Which error bar? When?
Which type of error bars/descriptive stats do you need?
Standard Deviation (SD)
What does it tell you?
Standard deviation shows us the distance from the mean for a “typical” data point.
A low SD means less variability or variation in the data while high SD indicates more spread out data. The SD can be used to make inferences based on the premise that what is true for a randomly selected sample will be true, more or less, for the population from which the sample is chosen.
Standard deviation is a property of the population or thing being measured and will not get dramatically smaller even when you increase sample size a lot.
What is it?
Standard deviation is the square root of the sum of differences between each data point and the mean squared, divided by the sample size minus one.
Standard Error of Mean (SEM)
What does it tell you?
SEM tells you how far your sample mean is likely to be from the true population mean.
Essentially this is a prediction of how far from your calculated mean the mean of another random sampling of data would be. In a sense it is a way to evaluate how strong your estimate of the mean is given the variation of your data around that mean. You could say that it is a way of estimating the precision of your estimate for the mean.
Because sample size is in the denominator of the equation for SEM, the standard error of the mean will become smaller as sample size gets larger. That makes sense because as you collect more data you should be able to get a better estimate of the true mean of the variable of interest in your study population.
What is it?
Standard Error of the Mean is the Standard Deviation divided by the square root of the sample size.
95% Confidence Interval (CI)
What does it tell you?
The 95% confidence interval can loosely be interpreted as the range that has a 95% chance of containing the true mean.
A more technically correct meaning is that it tells you that if you were to repeat the experiment many times, we would expect 95% of those confidence intervals to contain the true mean.
What is it?
95% confidence intervals are placed above and below the sample mean and have the value of 1.96 times the standard deviation divided by the sample size.
That 1.96 value is determined by your cutoff for statistical significance (alpha level). With a 0.05 cutoff the value is 1.96.
Box and Whisker
What does it tell you?
Box and Whisker plot visually summarizes the overall shape and spread of the data. It clearly highlights the median and shows where the middle 50% of the data are.
The box itself shows exactly where the middle 50% of the data are. This is often referred to as the interquartile range (IQR) and it goes from the 25th percentile (quartile 1) to the 75th percentile (quartile 3). The line that divides the box into two parts is the median value in the data. The whiskers above and below the box can show a few different things. The default in DataClassroom is to have the whiskers show the full range from the highest value to the lowest value in the data. If you choose to show outliers, then the whiskers will show either (depending on your choice) a value of 1.5 times the interquartile range (IQR) or two standard deviations above and below the mean.
What is it?
The line in the middle is the median. The box is the middle 50% of the data and the whiskers are (usually) showing the highest and lowest values. Sometimes the whiskers show something else like 1.5 times the IQR.
The median is not a calculation of the average (mean) of data, but rather if all data is sorted in order, it is the middle value. If there is an even number of data points, then the median is the calculated average between the two most middle values of data. The 25th and 75th percentiles make up the upper and lower edges of the box. They are the medians of the upper and lower halves of the data.
Median Line
What does it tell you?
The median line tells you exactly where the middle value in your data is.
What is it?
The median is the middle value of your data.
This is not a calculation of the average (mean) of data, but rather if all data is sorted in order, it is the middle value. If there is an even number of data points, then the median is the calculated average between the two most middle values of data.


### PROBLEM STATEMENT
Please copy every record below exactly and leave out the pictures.
━━━━━━━━━━━━━━━━━━━━
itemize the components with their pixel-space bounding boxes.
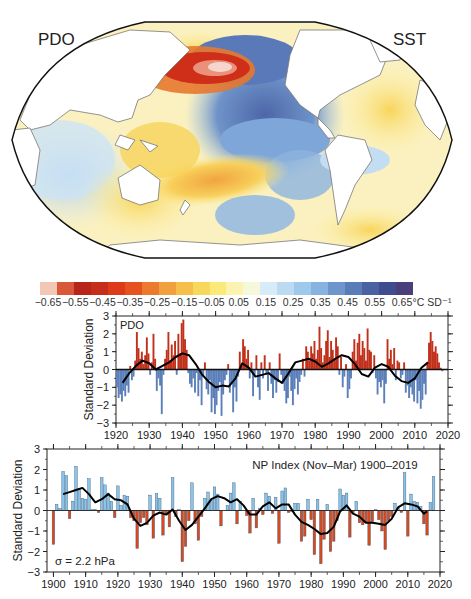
data-bar <box>278 511 281 544</box>
data-bar <box>229 370 231 393</box>
data-bar <box>194 370 196 393</box>
colorbar-swatch <box>396 282 413 295</box>
data-bar <box>358 334 360 370</box>
data-bar <box>392 364 394 369</box>
data-bar <box>315 359 317 370</box>
data-bar <box>124 370 126 397</box>
data-bar <box>400 370 402 379</box>
data-bar <box>368 511 371 546</box>
data-bar <box>158 370 160 379</box>
data-bar <box>182 320 184 370</box>
x-tick-label: 1900 <box>41 578 65 590</box>
data-bar <box>430 332 432 369</box>
data-bar <box>138 348 140 369</box>
data-bar <box>316 499 319 510</box>
data-bar <box>426 511 429 536</box>
data-bar <box>423 370 425 384</box>
colorbar-swatch <box>210 282 227 295</box>
data-bar <box>300 370 302 375</box>
colorbar-swatch <box>108 282 125 295</box>
data-bar <box>143 364 145 369</box>
data-bar <box>363 348 365 369</box>
data-bar <box>368 350 370 370</box>
data-bar <box>323 511 326 540</box>
data-bar <box>174 341 176 370</box>
data-bar <box>209 370 211 381</box>
data-bar <box>406 511 409 537</box>
data-bar <box>156 370 158 391</box>
data-bar <box>192 370 194 379</box>
data-bar <box>116 370 118 388</box>
data-bar <box>420 370 422 409</box>
pdo-time-series-chart: −3−2−10123192019301940195019601970198019… <box>0 305 471 445</box>
colorbar-swatch <box>40 282 57 295</box>
data-bar <box>191 483 194 511</box>
colorbar-swatch <box>277 282 294 295</box>
data-bar <box>378 370 380 382</box>
data-bar <box>55 504 58 510</box>
data-bar <box>343 370 345 377</box>
y-tick-label: 0 <box>34 505 40 517</box>
np-index-time-series-chart: −3−2−10123190019101920193019401950196019… <box>0 440 471 599</box>
data-bar <box>299 370 301 382</box>
data-bar <box>378 511 381 520</box>
data-bar <box>146 337 148 369</box>
map-label-sst: SST <box>393 30 426 50</box>
data-bar <box>211 370 213 413</box>
data-bar <box>181 323 183 369</box>
data-bar <box>307 352 309 370</box>
data-bar <box>411 370 413 395</box>
data-bar <box>181 511 184 562</box>
data-bar <box>292 370 294 406</box>
data-bar <box>121 370 123 402</box>
data-bar <box>403 362 405 369</box>
y-tick-label: −2 <box>96 399 109 411</box>
data-bar <box>410 370 412 388</box>
colorbar-swatch <box>243 282 260 295</box>
data-bar <box>176 370 178 375</box>
x-tick-label: 2000 <box>363 578 387 590</box>
data-bar <box>245 359 247 370</box>
data-bar <box>340 357 342 369</box>
data-bar <box>257 370 259 388</box>
data-bar <box>297 370 299 395</box>
data-bar <box>387 511 390 521</box>
x-tick-label: 1970 <box>267 578 291 590</box>
data-bar <box>264 355 266 369</box>
data-bar <box>259 370 261 400</box>
data-bar <box>390 350 392 370</box>
data-bar <box>313 511 316 555</box>
data-bar <box>220 511 223 526</box>
data-bar <box>189 370 191 384</box>
data-bar <box>383 370 385 404</box>
chart-title-pdo: PDO <box>120 319 144 331</box>
data-bar <box>350 370 352 379</box>
data-bar <box>120 505 123 510</box>
data-bar <box>295 370 297 379</box>
data-bar <box>348 370 350 390</box>
data-bar <box>139 511 142 523</box>
data-bar <box>265 493 268 510</box>
data-bar <box>269 362 271 369</box>
data-bar <box>78 489 81 511</box>
data-bar <box>158 498 161 510</box>
data-bar <box>118 370 120 399</box>
data-bar <box>142 511 145 518</box>
data-bar <box>310 511 313 520</box>
data-bar <box>62 472 65 511</box>
data-bar <box>435 346 437 369</box>
data-bar <box>117 486 120 511</box>
x-tick-label: 2020 <box>428 578 452 590</box>
colorbar-swatch <box>125 282 142 295</box>
data-bar <box>279 353 281 369</box>
data-bar <box>355 501 358 510</box>
data-bar <box>297 503 300 510</box>
data-bar <box>71 501 74 510</box>
colorbar-swatch <box>260 282 277 295</box>
data-bar <box>393 348 395 369</box>
colorbar-swatch <box>362 282 379 295</box>
data-bar <box>339 489 342 511</box>
x-tick-label: 1960 <box>234 578 258 590</box>
colorbar <box>40 282 413 295</box>
y-tick-label: 1 <box>103 346 109 358</box>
━━━━━━━━━━━━━━━━━━━━
### ANSWER TO THIS PROBLEM
itemize the components with their pixel-space bounding boxes.
data-bar <box>278 511 281 544</box>
data-bar <box>229 370 231 393</box>
data-bar <box>194 370 196 393</box>
colorbar-swatch <box>396 282 413 295</box>
data-bar <box>358 334 360 370</box>
data-bar <box>392 364 394 369</box>
data-bar <box>315 359 317 370</box>
data-bar <box>124 370 126 397</box>
data-bar <box>400 370 402 379</box>
data-bar <box>368 511 371 546</box>
data-bar <box>158 370 160 379</box>
data-bar <box>182 320 184 370</box>
x-tick-label: 1900 <box>41 578 65 590</box>
data-bar <box>430 332 432 369</box>
data-bar <box>138 348 140 369</box>
data-bar <box>316 499 319 510</box>
data-bar <box>426 511 429 536</box>
data-bar <box>423 370 425 384</box>
colorbar-swatch <box>210 282 227 295</box>
data-bar <box>300 370 302 375</box>
colorbar-swatch <box>108 282 125 295</box>
data-bar <box>143 364 145 369</box>
data-bar <box>363 348 365 369</box>
data-bar <box>368 350 370 370</box>
data-bar <box>323 511 326 540</box>
data-bar <box>174 341 176 370</box>
data-bar <box>209 370 211 381</box>
data-bar <box>406 511 409 537</box>
data-bar <box>156 370 158 391</box>
data-bar <box>192 370 194 379</box>
data-bar <box>116 370 118 388</box>
data-bar <box>420 370 422 409</box>
pdo-time-series-chart: −3−2−10123192019301940195019601970198019… <box>0 305 471 445</box>
colorbar-swatch <box>40 282 57 295</box>
data-bar <box>191 483 194 511</box>
colorbar-swatch <box>277 282 294 295</box>
data-bar <box>378 370 380 382</box>
data-bar <box>55 504 58 510</box>
data-bar <box>343 370 345 377</box>
y-tick-label: 0 <box>34 505 40 517</box>
np-index-time-series-chart: −3−2−10123190019101920193019401950196019… <box>0 440 471 599</box>
data-bar <box>299 370 301 382</box>
data-bar <box>378 511 381 520</box>
data-bar <box>146 337 148 369</box>
map-label-sst: SST <box>393 30 426 50</box>
data-bar <box>211 370 213 413</box>
data-bar <box>181 323 183 369</box>
data-bar <box>307 352 309 370</box>
data-bar <box>411 370 413 395</box>
data-bar <box>181 511 184 562</box>
data-bar <box>292 370 294 406</box>
data-bar <box>121 370 123 402</box>
data-bar <box>403 362 405 369</box>
y-tick-label: −2 <box>96 399 109 411</box>
data-bar <box>410 370 412 388</box>
colorbar-swatch <box>243 282 260 295</box>
data-bar <box>176 370 178 375</box>
x-tick-label: 2000 <box>363 578 387 590</box>
data-bar <box>245 359 247 370</box>
data-bar <box>340 357 342 369</box>
data-bar <box>257 370 259 388</box>
data-bar <box>297 370 299 395</box>
data-bar <box>387 511 390 521</box>
x-tick-label: 1970 <box>267 578 291 590</box>
data-bar <box>264 355 266 369</box>
data-bar <box>259 370 261 400</box>
data-bar <box>390 350 392 370</box>
data-bar <box>313 511 316 555</box>
data-bar <box>220 511 223 526</box>
data-bar <box>189 370 191 384</box>
data-bar <box>383 370 385 404</box>
chart-title-pdo: PDO <box>120 319 144 331</box>
data-bar <box>350 370 352 379</box>
data-bar <box>120 505 123 510</box>
data-bar <box>295 370 297 379</box>
data-bar <box>348 370 350 390</box>
data-bar <box>139 511 142 523</box>
data-bar <box>265 493 268 510</box>
data-bar <box>269 362 271 369</box>
data-bar <box>78 489 81 511</box>
data-bar <box>158 498 161 510</box>
data-bar <box>118 370 120 399</box>
data-bar <box>142 511 145 518</box>
data-bar <box>310 511 313 520</box>
data-bar <box>62 472 65 511</box>
data-bar <box>435 346 437 369</box>
data-bar <box>117 486 120 511</box>
x-tick-label: 2020 <box>428 578 452 590</box>
colorbar-swatch <box>125 282 142 295</box>
data-bar <box>279 353 281 369</box>
data-bar <box>355 501 358 510</box>
data-bar <box>297 503 300 510</box>
data-bar <box>71 501 74 510</box>
colorbar-swatch <box>260 282 277 295</box>
data-bar <box>393 348 395 369</box>
colorbar-swatch <box>362 282 379 295</box>
data-bar <box>339 489 342 511</box>
x-tick-label: 1960 <box>234 578 258 590</box>
colorbar <box>40 282 413 295</box>
y-tick-label: 1 <box>103 346 109 358</box>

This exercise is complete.